Bosnian editor hopes
for peace in Sarajevo

SCOT WOODS
UAILY STAFF REPORTER
Saying his city is "condemned to
die," Kemal Kurspahic left his duties
last week as editor in chief of
Oslobodenje - Sarajevo's daily
newspaper -- to visit the United
States. He will return soon to the war
in Sarajevo, Bosnia, where Bosnian
Serb forces have surrounded the city.
Aut while he is here, Kurspahic will
ake a plea for help.
Speaking today in the Ostearman
Common Room in the Rackham
Building at 5 p.m., Kurspahic will
explain the forces behind the tragedy
in Bosnia and share his opinion about
whatcan still be done torestore peace.
In an interview with the Daily,
Kurspahic said he has not given up
~lope for his city, but is brutally real-
c concerning its future. "I'm not
sure if there will be a Sarajevo in two
or three years," he said.
"This city atpresent, without any-
one being ready to intervene to stop
the terror, this city is condemned to
die,"hesaid. "Idon'tknowhow much
people can endure."
The country has been torn apart by
nearly two years of ethnic fighting.
Kurspahic called on the United
ations to lift its arms embargo on
Bosnia-Hercegovina and bring war
criminals to trial.
"(The United Nations) has an ill-
defined mission. You can't have a
peace-keeping mission, in a place
where there is no peace."

He also said the United States
should bomb Serbian artillery posi-
tions around Sarajevo to send a mes-
sage to Serbian leaders, adding that
the only thing armed Serbs under-
stand "is the language of force."
Kurspahic calls the violence in
Bosnia "imported terror" brought by
fascists.
In Sarajevo, buildings that stood
through two world wars have fallen to
Serbian shells.
Kurspahic described religious and
publicbuildings as reduced to rubble.
Oslobodenje's modern structure was
also destroyed.
"I was in the building when they
brought the tanks 1504meters from the
building," Kurspahic said. "They fired
seven tank missiles on that occasion,
and this building used to be a glass
and aluminum structure.
"Hit by tank missiles, it behaves
like a living being," he said. "It's
something like the scream of an ani-
mal being kicked by someone.

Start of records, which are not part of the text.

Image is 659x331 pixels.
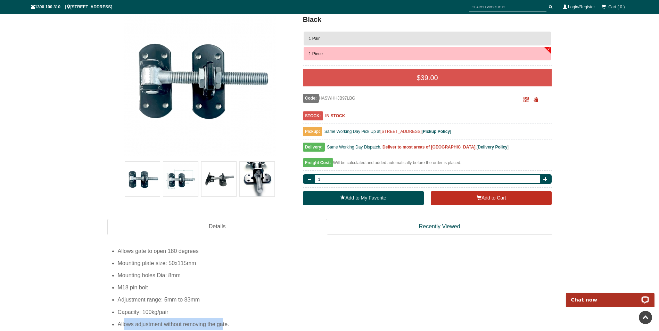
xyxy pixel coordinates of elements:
a: [STREET_ADDRESS] [380,129,422,134]
span: Same Working Day Dispatch. [327,145,381,150]
span: 39.00 [421,74,438,82]
a: Adjustable Heavy Duty Swing Gate Hinge (50x115mm Mounting Plate) - Black - 1 Piece - Gate Warehouse [108,4,292,157]
div: [ ] [303,143,552,155]
h1: Adjustable Heavy Duty Swing Gate Hinge (50x115mm Mounting Plate) - Black [303,4,552,25]
span: Pickup: [303,127,322,136]
li: Capacity: 100kg/pair [118,306,552,318]
img: Adjustable Heavy Duty Swing Gate Hinge (50x115mm Mounting Plate) - Black [125,162,160,197]
li: Allows gate to open 180 degrees [118,245,552,257]
input: SEARCH PRODUCTS [469,3,546,11]
li: Adjustment range: 5mm to 83mm [118,294,552,306]
a: Pickup Policy [423,129,450,134]
a: Delivery Policy [477,145,507,150]
span: Freight Cost: [303,158,333,167]
span: Code: [303,94,319,103]
div: HASWHHJB97LBG [303,94,510,103]
button: Add to Cart [431,191,551,205]
li: M18 pin bolt [118,282,552,294]
span: Click to copy the URL [533,97,538,102]
a: Recently Viewed [327,219,552,235]
span: Same Working Day Pick Up at [ ] [324,129,451,134]
button: 1 Piece [303,47,551,61]
li: Mounting plate size: 50x115mm [118,257,552,269]
img: Adjustable Heavy Duty Swing Gate Hinge (50x115mm Mounting Plate) - Black - 1 Piece - Gate Warehouse [123,4,276,157]
a: Details [107,219,327,235]
a: Add to My Favorite [303,191,424,205]
span: Delivery: [303,143,325,152]
span: 1 Piece [309,51,323,56]
span: Cart ( 0 ) [608,5,624,9]
li: Allows adjustment without removing the gate. [118,318,552,331]
a: Click to enlarge and scan to share. [523,98,529,103]
img: Adjustable Heavy Duty Swing Gate Hinge (50x115mm Mounting Plate) - Black [163,162,198,197]
span: 1 Pair [309,36,319,41]
b: Deliver to most areas of [GEOGRAPHIC_DATA]. [382,145,476,150]
button: 1 Pair [303,32,551,45]
b: IN STOCK [325,114,345,118]
span: 1300 100 310 | [STREET_ADDRESS] [31,5,113,9]
li: Mounting holes Dia: 8mm [118,269,552,282]
span: STOCK: [303,111,323,120]
a: Login/Register [568,5,594,9]
iframe: LiveChat chat widget [561,285,659,307]
div: $ [303,69,552,86]
img: Adjustable Heavy Duty Swing Gate Hinge (50x115mm Mounting Plate) - Black [240,162,274,197]
img: Adjustable Heavy Duty Swing Gate Hinge (50x115mm Mounting Plate) - Black [201,162,236,197]
div: Will be calculated and added automatically before the order is placed. [303,159,552,171]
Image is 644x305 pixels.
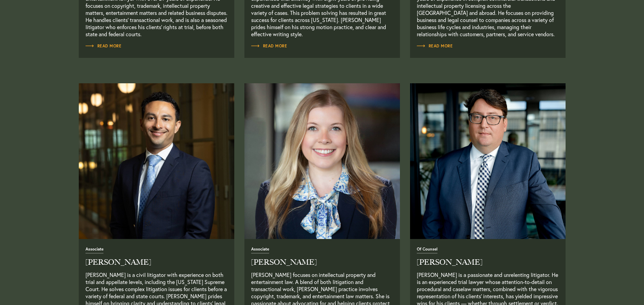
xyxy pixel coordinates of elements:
[245,83,399,239] img: AC-Headshot-New-New.jpg
[251,44,287,48] span: Read More
[416,259,559,266] h2: [PERSON_NAME]
[251,259,393,266] h2: [PERSON_NAME]
[79,83,234,239] a: Read Full Bio
[416,43,453,49] a: Read Full Bio
[251,43,287,49] a: Read Full Bio
[416,44,453,48] span: Read More
[410,83,565,239] img: mark_mclean-1.jpg
[85,43,122,49] a: Read Full Bio
[251,247,269,254] span: Associate
[85,247,104,254] span: Associate
[79,83,234,239] img: AC-Headshot-josheames.jpg
[85,44,122,48] span: Read More
[85,259,228,266] h2: [PERSON_NAME]
[416,247,437,254] span: Of Counsel
[245,83,399,239] a: Read Full Bio
[410,83,565,239] a: Read Full Bio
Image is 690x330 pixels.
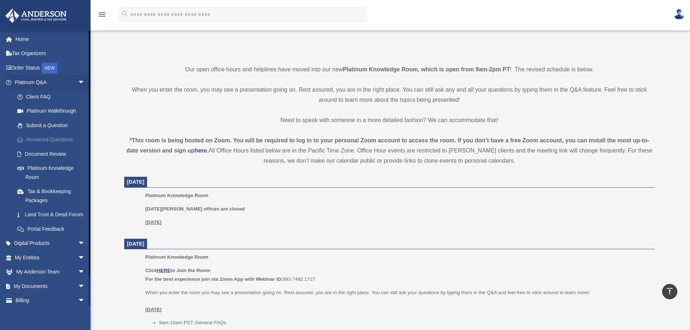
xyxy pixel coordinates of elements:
[127,179,144,185] span: [DATE]
[5,236,96,251] a: Digital Productsarrow_drop_down
[5,75,96,90] a: Platinum Q&Aarrow_drop_down
[145,266,649,283] p: 993 7492 1727
[10,133,96,147] a: Answered Questions
[10,184,96,207] a: Tax & Bookkeeping Packages
[145,276,282,282] b: For the best experience join via Zoom App with Webinar ID:
[5,250,96,265] a: My Entitiesarrow_drop_down
[10,104,96,118] a: Platinum Walkthrough
[78,279,92,294] span: arrow_drop_down
[10,207,96,222] a: Land Trust & Deed Forum
[5,265,96,279] a: My Anderson Teamarrow_drop_down
[42,63,58,73] div: NEW
[78,236,92,251] span: arrow_drop_down
[662,284,677,299] a: vertical_align_top
[78,75,92,90] span: arrow_drop_down
[78,250,92,265] span: arrow_drop_down
[145,219,161,225] u: [DATE]
[124,85,655,105] p: When you enter the room, you may see a presentation going on. Rest assured, you are in the right ...
[121,10,129,18] i: search
[5,60,96,75] a: Order StatusNEW
[194,147,207,154] a: here
[78,265,92,279] span: arrow_drop_down
[124,115,655,125] p: Need to speak with someone in a more detailed fashion? We can accommodate that!
[145,307,161,312] u: [DATE]
[157,268,170,273] a: HERE
[673,9,684,20] img: User Pic
[3,9,69,23] img: Anderson Advisors Platinum Portal
[5,279,96,293] a: My Documentsarrow_drop_down
[10,222,96,236] a: Portal Feedback
[10,147,96,161] a: Document Review
[98,10,106,19] i: menu
[10,161,92,184] a: Platinum Knowledge Room
[10,89,96,104] a: Client FAQ
[124,64,655,75] p: Our open office hours and helplines have moved into our new ! The revised schedule is below.
[5,46,96,61] a: Tax Organizers
[665,287,674,295] i: vertical_align_top
[126,137,649,154] strong: *This room is being hosted on Zoom. You will be required to log in to your personal Zoom account ...
[207,147,208,154] strong: .
[145,193,208,198] span: Platinum Knowledge Room
[145,254,208,260] span: Platinum Knowledge Room
[124,135,655,166] div: All Office Hours listed below are in the Pacific Time Zone. Office Hour events are restricted to ...
[145,268,210,273] b: Click to Join the Room
[159,318,650,327] li: 9am-10am PST: General FAQs
[145,206,245,211] b: [DATE][PERSON_NAME] offices are closed
[145,288,649,314] p: When you enter the room you may see a presentation going on. Rest assured, you are in the right p...
[343,66,510,72] strong: Platinum Knowledge Room, which is open from 9am-2pm PT
[78,293,92,308] span: arrow_drop_down
[98,13,106,19] a: menu
[5,32,96,46] a: Home
[10,118,96,133] a: Submit a Question
[5,293,96,308] a: Billingarrow_drop_down
[127,241,144,247] span: [DATE]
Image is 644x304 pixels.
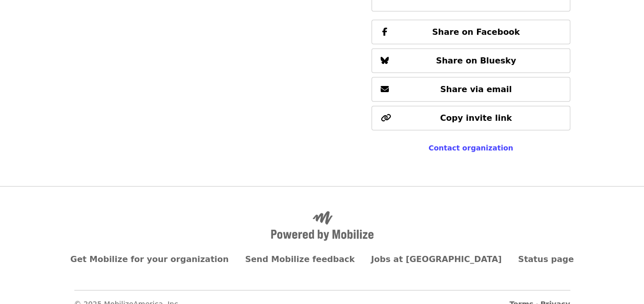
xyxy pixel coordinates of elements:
[372,106,570,131] button: Copy invite link
[440,113,512,123] span: Copy invite link
[436,56,517,65] span: Share on Bluesky
[371,255,502,264] a: Jobs at [GEOGRAPHIC_DATA]
[518,255,574,264] a: Status page
[372,49,570,73] button: Share on Bluesky
[372,20,570,44] button: Share on Facebook
[271,212,374,241] img: Powered by Mobilize
[428,144,513,152] a: Contact organization
[432,27,519,37] span: Share on Facebook
[245,255,355,264] a: Send Mobilize feedback
[440,84,512,94] span: Share via email
[74,253,570,266] nav: Primary footer navigation
[372,78,570,102] button: Share via email
[70,255,229,264] a: Get Mobilize for your organization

It's a
few seconds of painful screaming.
Despite the loss of its building and
the deaths of three staffers,
Kurspahic's paper has not missed an
issue during 19 months of conflict.
Staffers take seven-day shifts in the
underground shelter, where the paper
is printed everyday. Reporters have
moved to other offices to avoid sniper
fire near the main building.
Kurspahic and his staff have over-
come shortages of paper and supplies
to keep the citizens of Sarajevo in-

formed about military and diplomatic
developments.
Circulation has fallen from 60,000
to between 3,500 and 12,000, depend-
ing on paper reserves.
On days when circulation is low,
fights break out over single copies of
the paper. There is no other news
source in Sarajevo.
The paper continues to print with
the aid of international organizations,
especially news services.
Kurspahic has also made sacri-
fices. He is among the walking
wounded in Bosnia, his leg shattered
in a collision with another driver flee-
ing sniper's bullets. Kurspahic was
unable to get proper treatment in time
for his leg to heal correctly.
But Kurspahic said he thinks
Bosnia's wounds can be healed. He
opposes any division of Bosnia and
said most of the population is willing
to live peacefully in a multi-ethnic
state.
"The whole concept of division is
disputed in the minds of many
Bosnians."
The Bosnian Serb forces are con-
trolled by the Serbian Democratic
Party, which Kurspahic said "never
belonged to that culture of living to-
gether in a multi-ethnic Bosnian en-
vironment."
Kurspahic said the editorial board
ofOslobodenje-withSerbs,Croats,
and Bosnians -- serves as proof that
citizens can still live in peace, despite
rifts caused by the violence.

JONATHAN LURiE Daity

Kemal Kurspahic, editor in chief of Oslobodenje, talks about his hopes for
saving Bosnia before it is destroyed by war.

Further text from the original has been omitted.